Name: Charles James Ramsay
Rank/Branch: O3/US Marine Corps
Unit: HQ/HQ Battalion, 3rd Marine Division
Date of Birth: 08 August 1932
Home City of Record: Newark NJ
Loss Date: 21 January 1968
Country of Loss: North Vietnam
Loss Coordinates: 170013N 1070543E (YD230810)
Status (in 1973): Missing In Action
Category: 4
Acft/Vehicle/Ground: O1D
Other Personnel In Incident:
William A. Kimsey (missing)
REMARKS:
RADIO CONTACT LOST
SYNOPSIS:
On January 21, 1968, an O1D aircraft (tail #57-2930) from
"Catkillers" (220th Recon Aviation Company) departed the Hue/Phu Bai airfield
on a combat support mission (the Marines describe the mission as an "NGF
mission over North Vietnam") over the Demilitarized Zone (DMZ). The crew of the
aircraft consisted of U.S. Army WO1 William A. Kimsey Jr., pilot; and U.S.
Marine Capt. Charles J. Ramsey, aerial observer.
The aircraft was directing Naval gunfire on an active anti-aircraft site when radio contact was lost. Just prior to radio failure, WO Kimsey reported that their aircraft had been hit.

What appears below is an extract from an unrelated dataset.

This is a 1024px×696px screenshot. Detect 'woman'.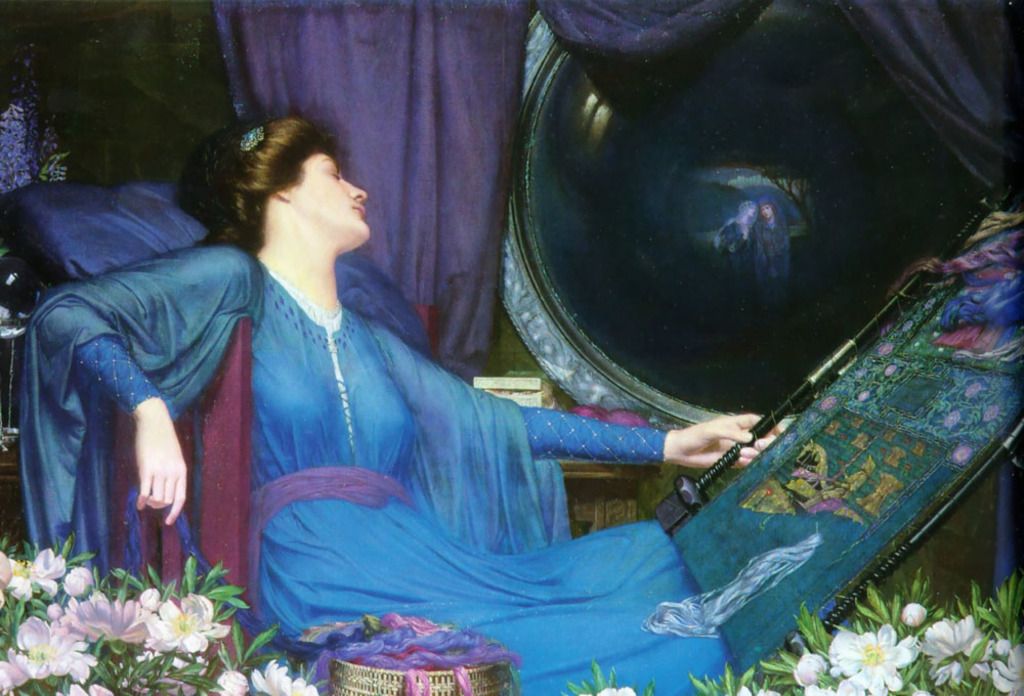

A Forward Air Controller (FAC) on station conducted a search for several hours without locating the crash site or making contact with the crew.
Defense Department records list a slight variance in latitude and longitude location of loss for Kimsey and Ramsay, but the U.S. Army confirms that both men were last known to be at grid coordinates YD230810, and that there is no reason to suspect either of the crew bailed out.
Bill Kimsey had been 21 for two weeks when his O1D aircraft was shot down just into North Vietnam near the DMZ. Ramsey was an "old man" of 35. There has been no further word of him or of Charles Ramsay.
Although there is no substantive information on the crew of the O1D, evidence continues to mount that some Americans are still held prisoner of war. There are nearly 2500 Americans who did not return from Southeast Asia at the end of the war. Some were known to have been taken prisoner. Most can be accounted for by the communist governments of the region.
The Vietnamese have continually raised the issue of accountability in the context of aid and/or diplomatic and trade relations, but the U.S. Government has been reluctant to negotiate on this basis, preferring instead to maintain a strict "humanitarian" level of discussion, which has resulted in the return of a few remains, but no American prisoners of war.
Our American soldiers go to war prepared to be wounded, taken prisoner, even prepared to die. They do not go prepared to be abandoned. If there is even ONE American alive, we must do everything possible to bring him home.